Although she tried once — after her children have flown the nest, O’Brien leaves London in hopes of putting down roots not in her home village, where gossip and drink made love to the frigidity of Catholicism, but in a “secret corner” of northern Donegal, “where families had lived for decades.” But once again, the emerald gem eludes her. Arsonists and threatening letters eventually drive her out of her pink mansion teetering on the craggy cliffs overlooking the sea. “What did I envisage as I stood there?” she asks. “Nice neighbors, getting to know the many facets of the sea, the seabirds, and perhaps a last sustained love.”

An elusive love, bonny Ireland…

O’Brien’s motherland serves as an extended metaphor for her second most difficult and trying love: her mother. Hers was a difficult labor, and as O’Brien has been told, she was such an ugly baby that she was hidden under a quilt when neighbors came to visit. “Such is the ragbag of anecdote, hearsay, allegory, and consternation that filled the canvas of my early life,” O’Brien recounts. It is this sifting through memories, words and images — “at once beautiful and frightening, tender and savage” — that catapults her into bouts of melancholy and resignation, including fantasies of taking her own life, as two of her revered authors — Virginia Woolf and Sylvia Plath — had done.

At a young age, she tries to bond with her distant mother, finding the choicest moments to be when her father has gone off on another of his drinking bouts. O’Brien’s lyrical realism lures us into the drawing room, where we can see her vividly: “Sitting on my mother’s lap, smelling her smell, feeling the itch from the wool of her cardigan, the particular heave of her chest, I studied every feature of her face, which was so beautiful to me, except for the forehead, a map of wrinkles and on that map I wrote my first words, in praise of her.”

Lena O’Brien was suspicious of literature. “Paper never refused ink,” she was fond of saying. It comes as no surprise, then, that her daughter’s exploration of Joyce and Sean O’Casey infuriates her; when her mother is about to burn a borrowed copy of O’Casey’s autobiography, O’Brien recalls, “I begged her and I hated her.” Such were the origins of a widening gap that would only expand as years passed, and O’Brien, herself, became a writer whose local parish priest burned her books in the town square. Upon her mother’s death, she finds an original copy of Country Girls stowed away, offending passages blacked out with ink as if to squelch her daughter’s voice into permanent silence.

O’Brien still has the pair of scissors her mother used while working as a tailor in America. “A prized possession,” she notes, “as if between us there is still something waiting to be cut.” It seems the symbolic umbilical cord, connecting mother and child, can never truly be severed. And at least for O’Brien, the same can be said of the cord that keeps snapping her back to her motherland with the fondness, curiosity and devotion of a child:

“But in the lambent light of that August evening, with the sun going down, a bit of creeper crimsoning and latticed along an upstairs window, the whole place seemed to hold, and would forever hold, for me, regardless of bungalows or a five-star hotel, the essence of itself, the thing that gave it the sacred and abiding name of Home.”

The crispness of language is still one of O’Brien’s greatest talents — her ability to evoke raw emotion into the everyday stirs the reader to rediscover one’s own inner and outer spaces; inner and outer relationships. And it is a style that has remained with O’Brien throughout the course of her extraordinary literary career, which includes over 20 works of fiction, three books of non-fiction, and five plays.

O’Brien has been lauded with some of the most prestigious literary awards, including the Ulysses Medal, the 2011 Frank O’Connor Short Story Award, and the Irish PEN Lifetime Achievement Award. But the books that became the nonsectarian bible for so many young Western women negotiating their own paths at the dawn of the sexual revolution and women’s movement were her first: The Country Girls Trilogy. One can’t help but wonder just how much of O’Brien’s life, told amongst the pages of her memoir with a strikingly similar title, was fodder for the wild adventures of the trilogy’s best friends, Kate and Baba. Devotees won’t be disappointed. Like the daisies of O’Brien’s Irish fields, tiny similarities dot her autobiographical landscape: a schoolmate stealing flowers, a farmhand with “unwashed, yellow teeth,” a scholarship for the convent and a missing shop coat are just a few of the golden nuggets that pop up and make us smile. In a 1984 interview with the Paris Review, O’Brien denounced detractors who questioned her creative mind, “Whether a novel is autobiographical or not does not matter. What is important is the truth in it and the way that truth is expressed. I think a casual or frivolous attitude is pernicious.”

Featured image: “Country Girl” by author Edna O’Brien. Photo Courtesy of: Little, Brown and Company.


Copy every line of the data below exactly as given, except for the pictures.
---- Provided information
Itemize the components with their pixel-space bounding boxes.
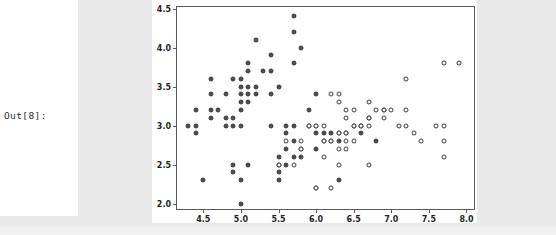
scatter-point-filled bbox=[208, 92, 213, 97]
scatter-point-hollow bbox=[441, 123, 446, 128]
scatter-point-filled bbox=[336, 178, 341, 183]
scatter-point-hollow bbox=[404, 107, 409, 112]
y-axis-tick bbox=[173, 204, 177, 205]
scatter-point-hollow bbox=[381, 107, 386, 112]
scatter-point-hollow bbox=[321, 123, 326, 128]
scatter-point-filled bbox=[238, 92, 243, 97]
scatter-point-hollow bbox=[336, 92, 341, 97]
scatter-point-filled bbox=[246, 92, 251, 97]
x-axis-tick bbox=[279, 209, 280, 213]
x-axis-tick bbox=[354, 209, 355, 213]
scatter-point-filled bbox=[201, 178, 206, 183]
page-footer-strip bbox=[0, 226, 556, 235]
y-axis-tick bbox=[173, 9, 177, 10]
scatter-point-hollow bbox=[359, 123, 364, 128]
scatter-point-hollow bbox=[434, 123, 439, 128]
scatter-point-filled bbox=[223, 92, 228, 97]
y-axis-tick bbox=[173, 165, 177, 166]
y-axis-tick-label: 2.5 bbox=[157, 160, 171, 169]
notebook-output-screen: Out[8]: 2.02.53.03.54.04.54.55.05.56.06.… bbox=[0, 0, 556, 235]
scatter-point-hollow bbox=[314, 123, 319, 128]
scatter-point-filled bbox=[374, 139, 379, 144]
scatter-point-filled bbox=[231, 76, 236, 81]
x-axis-tick-label: 7.5 bbox=[422, 215, 436, 224]
scatter-point-filled bbox=[291, 29, 296, 34]
scatter-point-hollow bbox=[344, 115, 349, 120]
scatter-point-hollow bbox=[441, 139, 446, 144]
y-axis-tick-label: 4.5 bbox=[157, 4, 171, 13]
scatter-point-filled bbox=[284, 131, 289, 136]
y-axis-tick-label: 3.5 bbox=[157, 82, 171, 91]
x-axis-tick-label: 5.5 bbox=[271, 215, 285, 224]
scatter-point-hollow bbox=[329, 139, 334, 144]
scatter-point-hollow bbox=[441, 154, 446, 159]
scatter-point-hollow bbox=[351, 107, 356, 112]
scatter-point-hollow bbox=[344, 146, 349, 151]
scatter-point-filled bbox=[238, 100, 243, 105]
scatter-point-hollow bbox=[336, 131, 341, 136]
output-prompt-label: Out[8]: bbox=[4, 110, 47, 121]
scatter-point-filled bbox=[231, 123, 236, 128]
scatter-point-filled bbox=[246, 162, 251, 167]
x-axis-tick-label: 7.0 bbox=[384, 215, 398, 224]
scatter-point-filled bbox=[291, 61, 296, 66]
x-axis-tick bbox=[466, 209, 467, 213]
scatter-point-hollow bbox=[336, 100, 341, 105]
scatter-point-hollow bbox=[389, 107, 394, 112]
scatter-point-hollow bbox=[321, 154, 326, 159]
y-axis-tick bbox=[173, 87, 177, 88]
scatter-point-filled bbox=[223, 115, 228, 120]
scatter-point-hollow bbox=[456, 61, 461, 66]
scatter-point-filled bbox=[238, 178, 243, 183]
scatter-point-hollow bbox=[366, 100, 371, 105]
scatter-point-filled bbox=[231, 115, 236, 120]
scatter-point-hollow bbox=[411, 131, 416, 136]
scatter-point-filled bbox=[253, 92, 258, 97]
scatter-point-filled bbox=[284, 146, 289, 151]
scatter-point-hollow bbox=[314, 185, 319, 190]
scatter-point-hollow bbox=[441, 61, 446, 66]
scatter-point-filled bbox=[314, 131, 319, 136]
scatter-point-filled bbox=[238, 84, 243, 89]
scatter-point-filled bbox=[268, 53, 273, 58]
scatter-point-filled bbox=[284, 123, 289, 128]
x-axis-tick-label: 5.0 bbox=[234, 215, 248, 224]
scatter-point-hollow bbox=[404, 76, 409, 81]
scatter-point-hollow bbox=[344, 139, 349, 144]
page-background-right bbox=[477, 0, 556, 216]
y-axis-tick bbox=[173, 48, 177, 49]
scatter-point-hollow bbox=[276, 162, 281, 167]
y-axis-tick-label: 3.0 bbox=[157, 121, 171, 130]
scatter-point-hollow bbox=[306, 123, 311, 128]
scatter-point-filled bbox=[253, 37, 258, 42]
scatter-point-filled bbox=[329, 131, 334, 136]
scatter-point-filled bbox=[186, 123, 191, 128]
x-axis-tick bbox=[241, 209, 242, 213]
scatter-point-filled bbox=[314, 146, 319, 151]
scatter-point-filled bbox=[268, 123, 273, 128]
scatter-point-filled bbox=[246, 68, 251, 73]
scatter-point-filled bbox=[231, 170, 236, 175]
scatter-point-filled bbox=[193, 107, 198, 112]
scatter-point-hollow bbox=[366, 115, 371, 120]
scatter-point-filled bbox=[359, 131, 364, 136]
scatter-point-filled bbox=[208, 107, 213, 112]
scatter-point-hollow bbox=[299, 146, 304, 151]
scatter-point-hollow bbox=[336, 146, 341, 151]
scatter-point-filled bbox=[291, 123, 296, 128]
scatter-point-hollow bbox=[366, 123, 371, 128]
x-axis-tick-label: 8.0 bbox=[459, 215, 473, 224]
scatter-point-filled bbox=[246, 84, 251, 89]
scatter-point-filled bbox=[291, 139, 296, 144]
scatter-point-hollow bbox=[291, 162, 296, 167]
scatter-point-hollow bbox=[336, 162, 341, 167]
x-axis-tick-label: 6.5 bbox=[347, 215, 361, 224]
scatter-point-filled bbox=[268, 92, 273, 97]
scatter-point-hollow bbox=[396, 123, 401, 128]
scatter-point-filled bbox=[291, 14, 296, 19]
x-axis-tick bbox=[429, 209, 430, 213]
x-axis-tick-label: 4.5 bbox=[196, 215, 210, 224]
page-background-left bbox=[78, 0, 152, 216]
scatter-point-hollow bbox=[329, 185, 334, 190]
x-axis-tick bbox=[316, 209, 317, 213]
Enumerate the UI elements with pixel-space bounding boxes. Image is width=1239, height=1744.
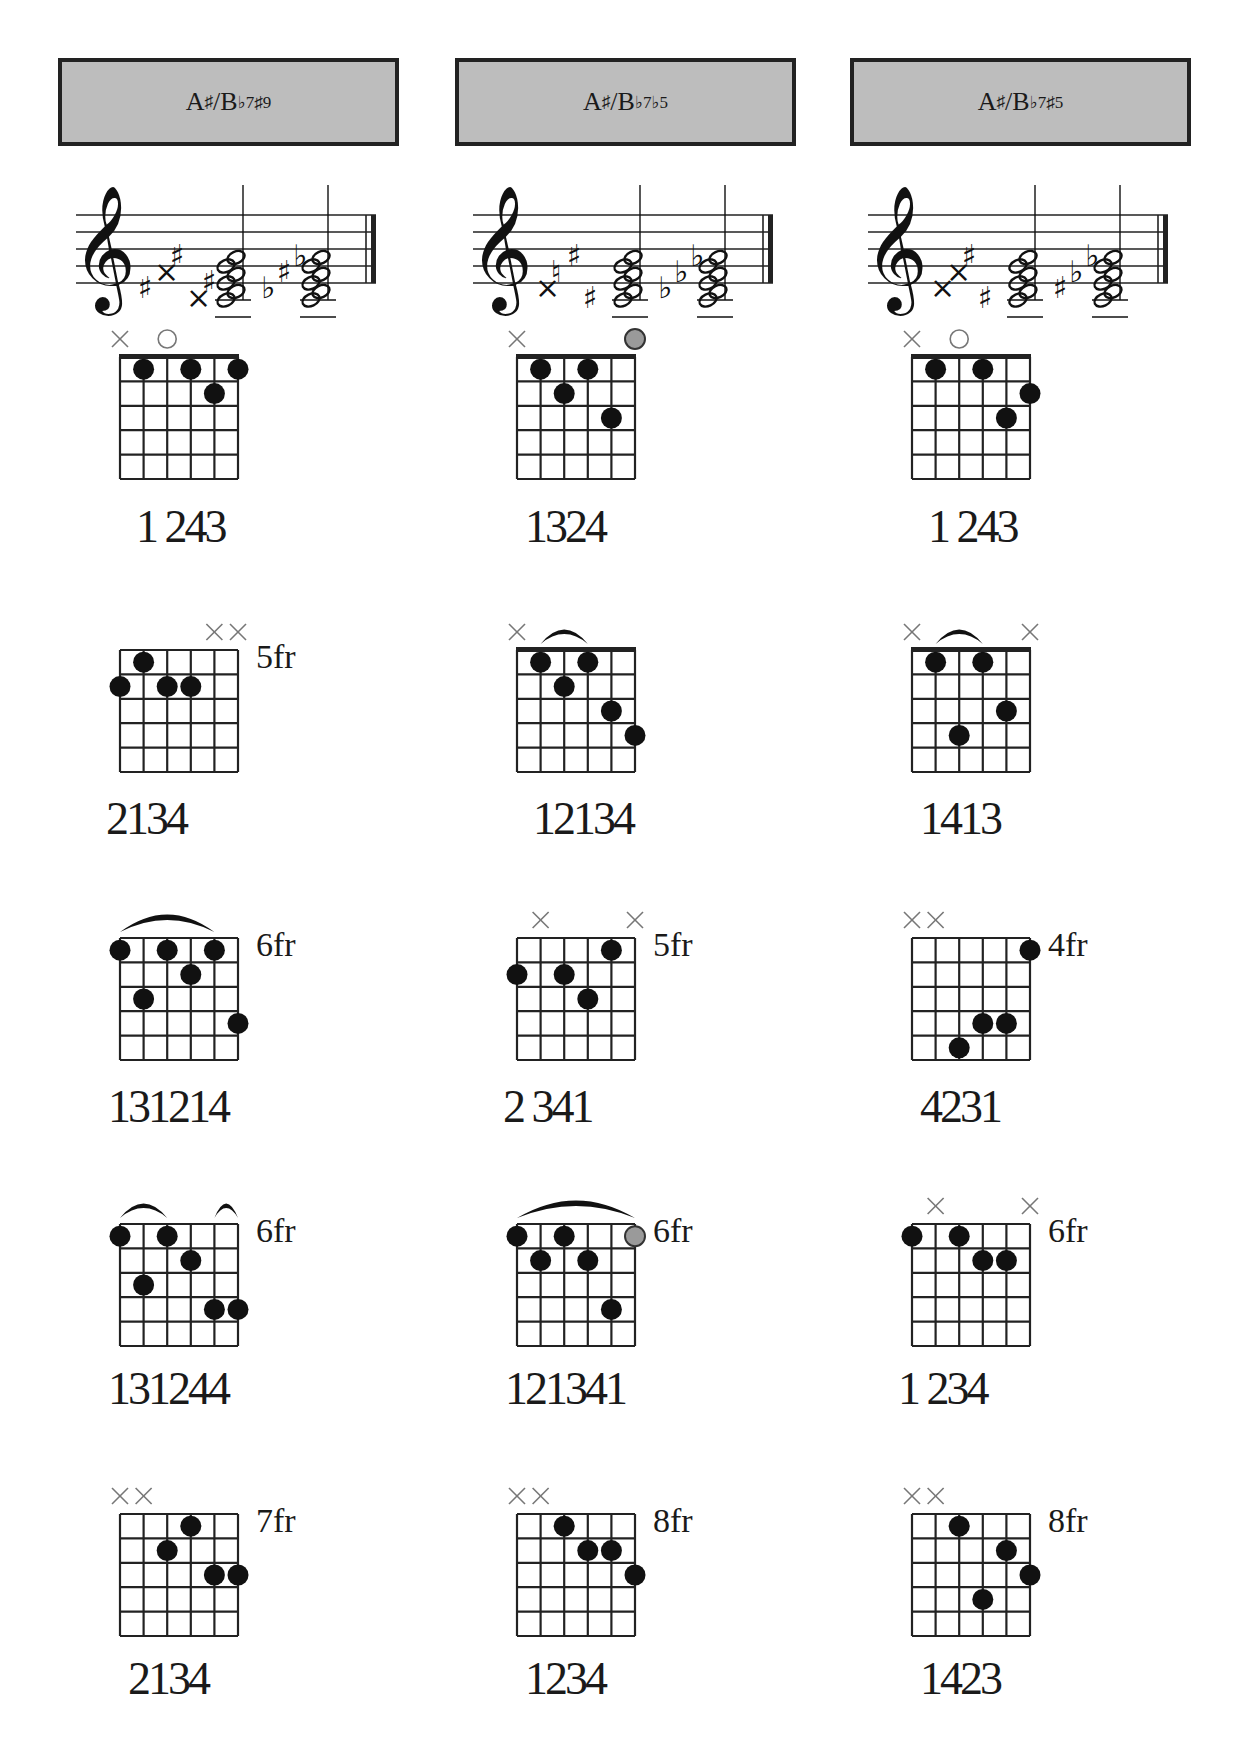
--------
Answer to the problem:
Itemize the components with their pixel-space bounding boxes.
scatter-point-filled bbox=[208, 92, 213, 97]
scatter-point-hollow bbox=[441, 123, 446, 128]
scatter-point-filled bbox=[336, 178, 341, 183]
scatter-point-hollow bbox=[404, 107, 409, 112]
y-axis-tick bbox=[173, 204, 177, 205]
scatter-point-hollow bbox=[381, 107, 386, 112]
scatter-point-hollow bbox=[321, 123, 326, 128]
scatter-point-filled bbox=[238, 92, 243, 97]
scatter-point-hollow bbox=[336, 92, 341, 97]
scatter-point-filled bbox=[246, 92, 251, 97]
x-axis-tick bbox=[279, 209, 280, 213]
x-axis-tick bbox=[354, 209, 355, 213]
scatter-point-filled bbox=[201, 178, 206, 183]
page-footer-strip bbox=[0, 226, 556, 235]
y-axis-tick bbox=[173, 9, 177, 10]
scatter-point-hollow bbox=[359, 123, 364, 128]
scatter-point-hollow bbox=[434, 123, 439, 128]
scatter-point-filled bbox=[223, 92, 228, 97]
y-axis-tick bbox=[173, 165, 177, 166]
y-axis-tick-label: 2.5 bbox=[157, 160, 171, 169]
notebook-output-screen: Out[8]: 2.02.53.03.54.04.54.55.05.56.06.… bbox=[0, 0, 556, 235]
scatter-point-hollow bbox=[314, 123, 319, 128]
scatter-point-filled bbox=[374, 139, 379, 144]
scatter-point-filled bbox=[231, 76, 236, 81]
x-axis-tick-label: 7.5 bbox=[422, 215, 436, 224]
scatter-point-filled bbox=[291, 29, 296, 34]
scatter-point-hollow bbox=[344, 115, 349, 120]
scatter-point-hollow bbox=[441, 139, 446, 144]
y-axis-tick-label: 4.5 bbox=[157, 4, 171, 13]
scatter-point-filled bbox=[284, 131, 289, 136]
y-axis-tick-label: 3.5 bbox=[157, 82, 171, 91]
x-axis-tick-label: 5.5 bbox=[271, 215, 285, 224]
scatter-point-hollow bbox=[329, 139, 334, 144]
scatter-point-hollow bbox=[441, 154, 446, 159]
scatter-point-hollow bbox=[351, 107, 356, 112]
scatter-point-hollow bbox=[344, 146, 349, 151]
scatter-point-filled bbox=[238, 100, 243, 105]
scatter-point-hollow bbox=[336, 131, 341, 136]
output-prompt-label: Out[8]: bbox=[4, 110, 47, 121]
scatter-point-filled bbox=[231, 123, 236, 128]
scatter-point-filled bbox=[246, 162, 251, 167]
x-axis-tick-label: 7.0 bbox=[384, 215, 398, 224]
scatter-point-filled bbox=[291, 61, 296, 66]
x-axis-tick bbox=[466, 209, 467, 213]
scatter-point-hollow bbox=[336, 100, 341, 105]
scatter-point-hollow bbox=[389, 107, 394, 112]
scatter-point-hollow bbox=[321, 154, 326, 159]
y-axis-tick bbox=[173, 87, 177, 88]
scatter-point-filled bbox=[223, 115, 228, 120]
scatter-point-hollow bbox=[456, 61, 461, 66]
scatter-point-filled bbox=[238, 178, 243, 183]
scatter-point-hollow bbox=[366, 100, 371, 105]
scatter-point-filled bbox=[231, 115, 236, 120]
scatter-point-hollow bbox=[411, 131, 416, 136]
scatter-point-filled bbox=[253, 92, 258, 97]
scatter-point-filled bbox=[284, 146, 289, 151]
scatter-point-hollow bbox=[314, 185, 319, 190]
scatter-point-hollow bbox=[441, 61, 446, 66]
scatter-point-filled bbox=[314, 131, 319, 136]
scatter-point-filled bbox=[238, 84, 243, 89]
scatter-point-filled bbox=[268, 53, 273, 58]
scatter-point-filled bbox=[284, 123, 289, 128]
x-axis-tick-label: 5.0 bbox=[234, 215, 248, 224]
scatter-point-hollow bbox=[404, 76, 409, 81]
scatter-point-hollow bbox=[344, 139, 349, 144]
page-background-right bbox=[477, 0, 556, 216]
y-axis-tick bbox=[173, 48, 177, 49]
scatter-point-hollow bbox=[276, 162, 281, 167]
y-axis-tick-label: 3.0 bbox=[157, 121, 171, 130]
scatter-point-hollow bbox=[306, 123, 311, 128]
scatter-point-filled bbox=[253, 37, 258, 42]
scatter-point-filled bbox=[329, 131, 334, 136]
scatter-point-filled bbox=[186, 123, 191, 128]
x-axis-tick bbox=[241, 209, 242, 213]
scatter-point-filled bbox=[314, 146, 319, 151]
scatter-point-filled bbox=[268, 123, 273, 128]
scatter-point-filled bbox=[246, 68, 251, 73]
scatter-point-filled bbox=[231, 170, 236, 175]
scatter-point-filled bbox=[193, 107, 198, 112]
scatter-point-hollow bbox=[366, 115, 371, 120]
scatter-point-filled bbox=[359, 131, 364, 136]
scatter-point-filled bbox=[208, 107, 213, 112]
scatter-point-hollow bbox=[299, 146, 304, 151]
scatter-point-hollow bbox=[336, 146, 341, 151]
scatter-point-filled bbox=[291, 123, 296, 128]
scatter-point-hollow bbox=[366, 123, 371, 128]
x-axis-tick-label: 8.0 bbox=[459, 215, 473, 224]
scatter-point-filled bbox=[246, 84, 251, 89]
scatter-point-filled bbox=[291, 139, 296, 144]
scatter-point-hollow bbox=[291, 162, 296, 167]
scatter-point-hollow bbox=[336, 162, 341, 167]
x-axis-tick-label: 6.5 bbox=[347, 215, 361, 224]
scatter-point-filled bbox=[268, 92, 273, 97]
scatter-point-hollow bbox=[396, 123, 401, 128]
scatter-point-filled bbox=[291, 14, 296, 19]
x-axis-tick bbox=[429, 209, 430, 213]
x-axis-tick-label: 4.5 bbox=[196, 215, 210, 224]
page-background-left bbox=[78, 0, 152, 216]
scatter-point-hollow bbox=[329, 185, 334, 190]
x-axis-tick bbox=[316, 209, 317, 213]
Enumerate the UI elements with pixel-space bounding boxes. Image is width=1239, height=1744.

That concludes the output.